The motorbikes themselves play key characters, but they make up only part of Lueders-Booth’s focus. “I also wanted to include mechanics, pit crews, spectators, people who are fans and then people who actually ride it themselves,” he says. “And then the social aspect, which is a really big part of it – you spend most of your time hanging out, camping, cooking, preparing your bike, changing tyres and parts, all just to put your bike on the track for a half hour race.”
That off-track socialising culture was no more evident than at the Daytona Bike Week, centred around the Daytona 200, which draws hundreds of thousands of attendees to Florida each year. “It’s a serious road racing event, and the best riders from Europe and Americas come to it,” he says. “But at the same time, on Main Street like three or four blocks away, there was this enormous social scene going on, and they couldn’t care less about the racing. They’re only interested in styling and going up and down the main drag and showing off.”
And it’s ultimately what Lueders-Booth captures in the book – the wider culture of motorcycling in America, and the reasons why people are so attracted to a form of transport that’s inherently daring and dangerous. “They signal you out from the guy going down the street in a Chevrolet Coupe – knights of the road,” he continues. “On a motorcycle, you’re exposed. Motorcyclists always wave at each other, and if someone is broken down on a highway, others will almost always stop and provide assistance.
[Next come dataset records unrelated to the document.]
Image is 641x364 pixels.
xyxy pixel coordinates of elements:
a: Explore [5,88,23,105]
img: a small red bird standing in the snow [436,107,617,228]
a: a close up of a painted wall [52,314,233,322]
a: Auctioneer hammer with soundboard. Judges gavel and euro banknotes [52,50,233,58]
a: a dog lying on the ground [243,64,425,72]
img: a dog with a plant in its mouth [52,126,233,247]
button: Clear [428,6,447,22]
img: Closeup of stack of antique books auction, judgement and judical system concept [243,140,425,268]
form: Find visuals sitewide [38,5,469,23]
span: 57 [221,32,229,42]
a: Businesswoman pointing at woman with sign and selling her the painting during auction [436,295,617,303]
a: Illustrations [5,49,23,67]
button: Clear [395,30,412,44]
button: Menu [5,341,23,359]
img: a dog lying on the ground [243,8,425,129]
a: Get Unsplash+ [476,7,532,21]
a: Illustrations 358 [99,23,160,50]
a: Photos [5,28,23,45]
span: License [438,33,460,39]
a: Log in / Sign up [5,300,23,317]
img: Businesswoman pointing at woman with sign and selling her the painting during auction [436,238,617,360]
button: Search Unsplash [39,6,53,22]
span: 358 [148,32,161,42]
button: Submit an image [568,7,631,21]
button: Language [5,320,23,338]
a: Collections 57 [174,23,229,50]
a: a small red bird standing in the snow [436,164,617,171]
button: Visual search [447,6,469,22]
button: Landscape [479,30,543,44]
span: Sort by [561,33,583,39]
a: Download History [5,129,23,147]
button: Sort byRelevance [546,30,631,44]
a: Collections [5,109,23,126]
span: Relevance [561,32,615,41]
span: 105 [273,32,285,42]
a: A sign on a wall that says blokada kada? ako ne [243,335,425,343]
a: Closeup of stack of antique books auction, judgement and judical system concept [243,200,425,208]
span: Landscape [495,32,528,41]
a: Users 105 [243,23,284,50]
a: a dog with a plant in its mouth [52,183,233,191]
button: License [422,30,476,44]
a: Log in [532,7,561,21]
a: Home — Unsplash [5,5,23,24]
There’s a brotherhood, and there’s a camaraderie.”
American Motorcycling Culture by Jack Lueders-Booth is published by STANLEY/BARKER.
Isaac Muk is Huck’s digital editor. Follow him on Bluesky.
Buy your copy of Huck 82 here.
Enjoyed this article? Follow Huck on Instagram and sign up to our newsletter for more from the cutting edge of sport, music and counterculture.
Support stories like this by becoming a member of Club Huck.
You might like
Donald Trump says that “everything is computer” – does he have a point?
Huck’s March dispatch — As AI creeps increasingly into our daily lives and our attention spans are lost to social media content, newsletter columnist Emma Garland unpicks the US President’s eyebrow-raising turn of phrase at a White House car show.
Written by: Emma Garland
A stark, confronting window into the global cocaine trade
Sangre Blanca — Mads Nissen’s new book is a close-up look at various stages of the drug’s journey, from production to consumption, and the violence that follows wherever it goes.
Written by: Isaac Muk
“Like skating an amphitheatre”: 50 years of the South Bank skatepark, in photos
Skate 50 — A new exhibition celebrates half a century of British skateboarding’s spiritual centre. Noah Petersons traces the Undercroft’s history and enduring presence as one of the world’s most iconic spots.
Written by: Noah Petersons
On Marrakech’s outskirts, a skatepark reimagines possibility for local youth
Tameslouht — Built on the grounds of the Fiers et Forts orphanage, a new spot is providing space for connection and purpose, while incubating top-class talent. Ellie Howard reports from its banks.
Written by: Ellie Howard
Free-spirited, otherworldly portraits of Mexico City’s queer youth
Birds — Pieter Henket’s new collaborative photobook creates a stage for CDMX’s LGBTQ+ community to express themselves without limitations, styling themselves with wild outfits that subvert gender and tradition.
Written by: Isaac Muk
The suave style and subtle codes of gay San Francisco in the ’70s
Seminal Works — Hal Fischer’s new photobook explores the photographer’s archive, in which he documented the street fashion and culture of the city post-Gay Liberation, and pre-AIDS pandemic.